Near the top and along some of the margins of Ship Rock there is distinct inward-slumping and inward-dipping stratification of the tuff breccia. This configuration is typical of the structure seen in the smaller and much younger Rio Puerco volcanic necks of the Mount Taylor Volcanic Field located farther east. Based on this, the current level of exposure of the volcano's roots is interpreted to be within several hundred meters below the original summit volcanic crater. Additional evidence is provided by the observed maximum thickness of the Tertiary-age Chuska Sandstone. In addition to sedimentary materials, some rounded cobbles of crystalline basement rocks occur within the tuff breccia. And some breccia bodies consist almost entirely of comminuted (fragmented) host rocks. Calcite and calcite veins are common throughout many of the breccia masses.

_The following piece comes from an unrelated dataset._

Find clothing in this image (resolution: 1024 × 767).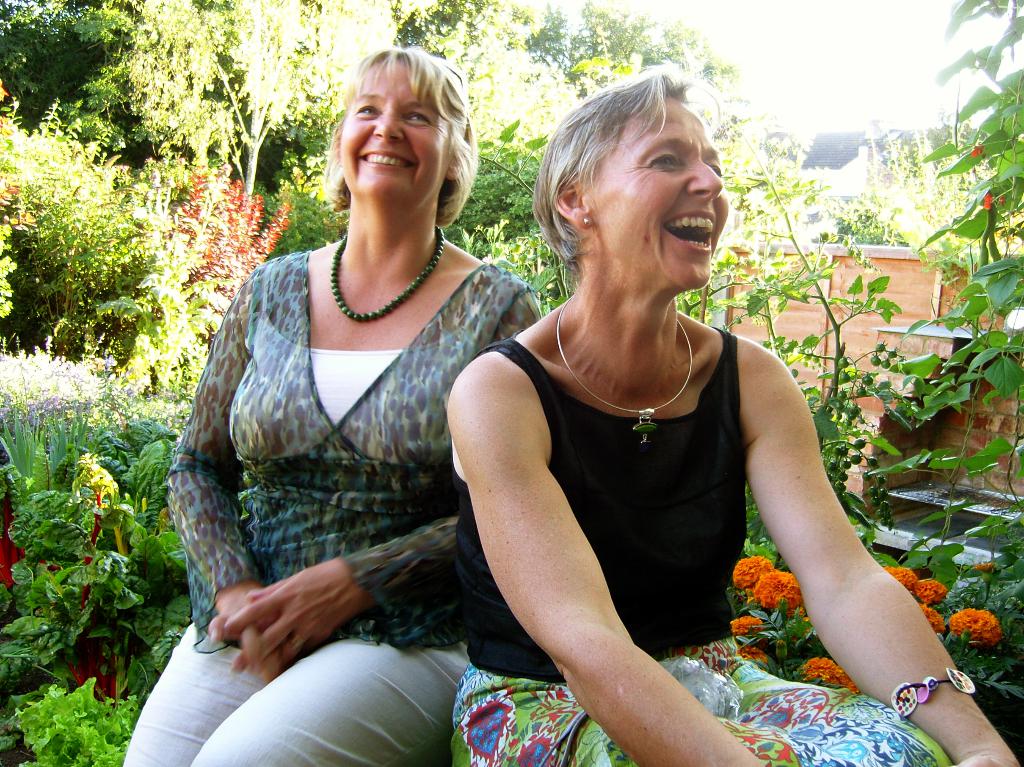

All of this evidence confirms the interpretation that Ship Rock is a part of the volcano's roots that originally formed several hundred meters below the original volcanic edifice.

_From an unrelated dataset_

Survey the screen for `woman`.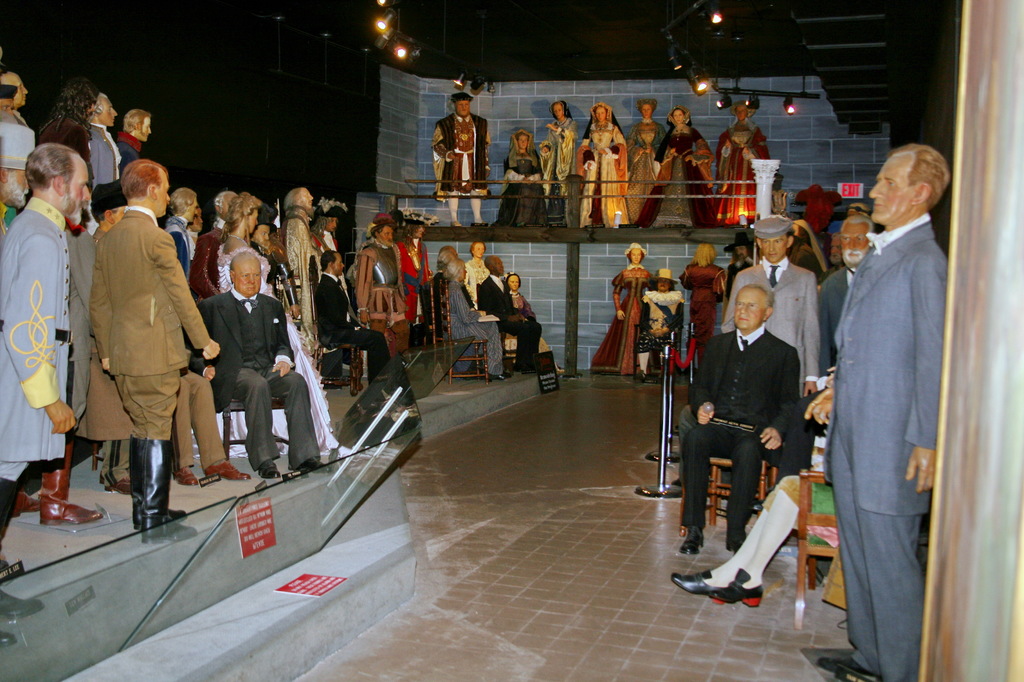
Survey found: [579, 97, 629, 229].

Note that Ship Rock is on the Navajo Nation and is considered sacred to the Navajos. Viewing is allowed; but it is off limits to hikers and climbers.
 


The Beast, an isolated intrusion, is typical of the scattered smaller volcanic intrusions throughout the Navajo Volcanic Field.

Photo, L. Crumpler


 

Diatremes

Another type of volcanic feature within the Navajo field are diatremes. A diatreme is the eroded root (subsurface features) of a very explosive steam-blast volcanism that erupted rocks from great depths. The diatremes named the Green Knobs in this photo are visible to the left of the curve in the road. They are green in color, due to mostly serpentinized olivine and pyroxene minerals within the rocks, and they stand out markedly from the surrounding sedimentary rocks as seen from the air. Photo, L. Crumpler

Outcrops on the Green Knobs are typical ultramafic granular materials that erode in pinnacles and towers. Photo L. Crumpler


Narbona Pass Volcano

The Narbona Pass (also “Washington Pass”) volcano, in the Chuska Mountains, is a little known example of the explosive vent structures that may have been common to many of the Navajo Volcanic Field volcanoes before they were eroded to their current deeper levels of exposure. The crater shape of Narbona is located on the upper surface of the broad mesa-like Chuska Mountains. This surface is some 300 to 400 m above the surface surrounding Ship Rock and similar intrusive structures of the Navajo field. Therefore, it is possible that Narbona is a preserved surface expression of the type of volcanism responsible for Ship Rock, and that Ship Rock is a deeper exposure of the conduit for a Narbona-type volcano. Narbona volcano itself must be considerably eroded given that it would be a surface remnant of early Neogene age. The crater shape could be a function of the erosion of a relatively easily removed former volcanic cone. More information is needed to understand this volcano.

Narbona volcano as seen from the air. The view is to the east. Photo by L. Crumpler

DEM and geologic map (re-drafted after Ehrenberg, 1978) of Narbona Pass crater. On the lower right is an interpretation (by L.Crumpler) of the possible relationship between the intrusive structure of  Ship Rock and the surface volcano morphology before erosion using Narbona Pass volcano as a model.